Fairgrounds project advances slowly
Published 7:14 pm Saturday, January 2, 2016
The Fairgrounds project has moved forward in fits and starts and many different iterations since it was first proposed, and current City Council members representing the area hope to get it moving again with a renewed vigor.
The project was pitched as a revitalization effort of a depressed area of downtown. Its main features came to include the Health and Human Services Building and the downtown police precinct, the major parts of more than $30 million the city has invested in the project. It also includes a residential neighborhood with 34 total units, which have been rising one by one east of Hall Place for the last few years.
“I think we’re in the process of looking at what we need to continue with the Fairgrounds,” Vice Mayor Leroy Bennett said. “There are some other things that have come up.”
The plan initially envisioned a much larger residential neighborhood. But when engineers found underground debris in one area, it was determined the neighborhood couldn’t be sited there.
Around the same time, the city needed a spot for a new Health and Human Services building. It would become the centerpiece of the redone Fairgrounds plan, with its parking lot sitting atop the buried debris.
The relocation of the Planters Peanuts factory allowed the plan to take shape. It was moved from a position closer to East Washington Street farther back along Culloden Street.
The city beautified the area by putting power lines underground and making sidewalk and streetscape improvements, including historic-looking lights.
“If we put some public investment in the area, then we’ll get the private investment,” Acting Deputy City Manager Scott Mills said recently, explaining the idea behind the concept.
The investments have indeed come, from Monument Construction and various other businesses, Mills said.
One thing that has not materialized is Carver Circle, originally planned as an elaborate, half-million-dollar network of stonework and statues in a spot on East Washington Street, near the Health and Human Services Building. It would have recognized George Washington Carver and his contributions to the peanut industry.
But city officials decided in 2014 the plan was too elaborate.
“I don’t know that it appropriately took into account its location,” City Manager Patrick Roberts said recently.
They proposed a scaled-back version would cost about $75,000, Roberts said in January 2014. Construction was supposed to have started last spring.
But the city ran into trouble again with overhead power lines.
“It’s just very problematic to move,” Roberts said of the utilities. “A hundred-thousand-dollar scope turned into something else.”
Roberts said he still expects the project to get done and supports honoring Carver.
“I think there’s a whole lot of merit behind it,” he said. “We’re just being very cautious before we spend six figures.”
Other changes are in the works, too. The Metropolitan Federal Credit Union plans a new location with a drive-through on Tynes Street, bringing a new commercial aspect to the project.
And Roberts said the city continues to look at revitalization efforts in the 300 block of East Washington Street, as well as the empty lots behind the row of buildings.
The city has been approached about an apartment building there, but “that would fall short” of the city’s vision, Roberts said.
The city owns one of the buildings in that block, the former Phoenix Bank building. A variety of proposals for the building, including a museum of black history and city offices, have yet to materialize, and the building will need significant renovation before it can be anything at all.
“It’s not at all a good location for city offices,” Roberts said. But, he added, “We think we have a really good piece of property.” He hopes to find an adaptive re-use with private dollars, he said.
Councilman Curtis Milteer said he hopes to see the city make a monetary push to move the project toward completion.
“It needs an additional push by putting up a funding package,” he said. “Until we put the budget behind it, it’s not going to move.”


EXERCISE BRIEF ->
Transcribe the data in full and exactly, omitting any pictures.

(Data extracted from a collection)

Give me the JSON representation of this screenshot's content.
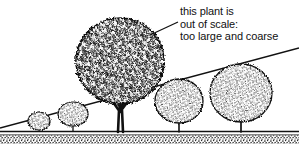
{
  "figure": {
    "background_color": "#ffffff",
    "ink_color": "#111111",
    "width": 299,
    "height": 144
  },
  "annotation": {
    "name": "out-of-scale-callout",
    "lines": [
      "this plant is",
      "out of scale:",
      "too large and coarse"
    ],
    "line1": "this plant is",
    "line2": "out of scale:",
    "line3": "too large and coarse",
    "leader_line": {
      "from_x": 178,
      "from_y": 22,
      "to_x": 150,
      "to_y": 35
    }
  },
  "ground": {
    "ground_line_y": 132,
    "soil_band_top": 134,
    "soil_band_bottom": 144,
    "soil_texture": "stipple"
  },
  "slope_line": {
    "name": "grade-slope-line",
    "start_x": 0,
    "start_y": 128,
    "end_x": 299,
    "end_y": 48
  },
  "plants": [
    {
      "id": "shrub-1",
      "label": "small shrub",
      "center_x": 39,
      "base_y": 132,
      "canopy_cx": 39,
      "canopy_cy": 122,
      "canopy_rx": 11,
      "canopy_ry": 9,
      "trunk_height": 9,
      "texture": "fine",
      "in_scale": true
    },
    {
      "id": "shrub-2",
      "label": "small shrub",
      "center_x": 73,
      "base_y": 132,
      "canopy_cx": 73,
      "canopy_cy": 115,
      "canopy_rx": 15,
      "canopy_ry": 12,
      "trunk_height": 15,
      "texture": "fine",
      "in_scale": true
    },
    {
      "id": "oversized-tree",
      "label": "oversized coarse tree",
      "center_x": 120,
      "base_y": 132,
      "canopy_cx": 120,
      "canopy_cy": 60,
      "canopy_rx": 44,
      "canopy_ry": 43,
      "trunk_height": 48,
      "texture": "coarse",
      "in_scale": false
    },
    {
      "id": "tree-right-1",
      "label": "medium tree",
      "center_x": 179,
      "base_y": 132,
      "canopy_cx": 179,
      "canopy_cy": 101,
      "canopy_rx": 24,
      "canopy_ry": 22,
      "trunk_height": 23,
      "texture": "fine",
      "in_scale": true
    },
    {
      "id": "tree-right-2",
      "label": "medium tree",
      "center_x": 241,
      "base_y": 132,
      "canopy_cx": 241,
      "canopy_cy": 93,
      "canopy_rx": 31,
      "canopy_ry": 29,
      "trunk_height": 26,
      "texture": "fine",
      "in_scale": true
    }
  ]
}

YOUR SOLUTION ->
Give me the JSON representation of this screenshot's content.
{
  "figure": {
    "background_color": "#ffffff",
    "ink_color": "#111111",
    "width": 299,
    "height": 144
  },
  "annotation": {
    "name": "out-of-scale-callout",
    "lines": [
      "this plant is",
      "out of scale:",
      "too large and coarse"
    ],
    "line1": "this plant is",
    "line2": "out of scale:",
    "line3": "too large and coarse",
    "leader_line": {
      "from_x": 178,
      "from_y": 22,
      "to_x": 150,
      "to_y": 35
    }
  },
  "ground": {
    "ground_line_y": 132,
    "soil_band_top": 134,
    "soil_band_bottom": 144,
    "soil_texture": "stipple"
  },
  "slope_line": {
    "name": "grade-slope-line",
    "start_x": 0,
    "start_y": 128,
    "end_x": 299,
    "end_y": 48
  },
  "plants": [
    {
      "id": "shrub-1",
      "label": "small shrub",
      "center_x": 39,
      "base_y": 132,
      "canopy_cx": 39,
      "canopy_cy": 122,
      "canopy_rx": 11,
      "canopy_ry": 9,
      "trunk_height": 9,
      "texture": "fine",
      "in_scale": true
    },
    {
      "id": "shrub-2",
      "label": "small shrub",
      "center_x": 73,
      "base_y": 132,
      "canopy_cx": 73,
      "canopy_cy": 115,
      "canopy_rx": 15,
      "canopy_ry": 12,
      "trunk_height": 15,
      "texture": "fine",
      "in_scale": true
    },
    {
      "id": "oversized-tree",
      "label": "oversized coarse tree",
      "center_x": 120,
      "base_y": 132,
      "canopy_cx": 120,
      "canopy_cy": 60,
      "canopy_rx": 44,
      "canopy_ry": 43,
      "trunk_height": 48,
      "texture": "coarse",
      "in_scale": false
    },
    {
      "id": "tree-right-1",
      "label": "medium tree",
      "center_x": 179,
      "base_y": 132,
      "canopy_cx": 179,
      "canopy_cy": 101,
      "canopy_rx": 24,
      "canopy_ry": 22,
      "trunk_height": 23,
      "texture": "fine",
      "in_scale": true
    },
    {
      "id": "tree-right-2",
      "label": "medium tree",
      "center_x": 241,
      "base_y": 132,
      "canopy_cx": 241,
      "canopy_cy": 93,
      "canopy_rx": 31,
      "canopy_ry": 29,
      "trunk_height": 26,
      "texture": "fine",
      "in_scale": true
    }
  ]
}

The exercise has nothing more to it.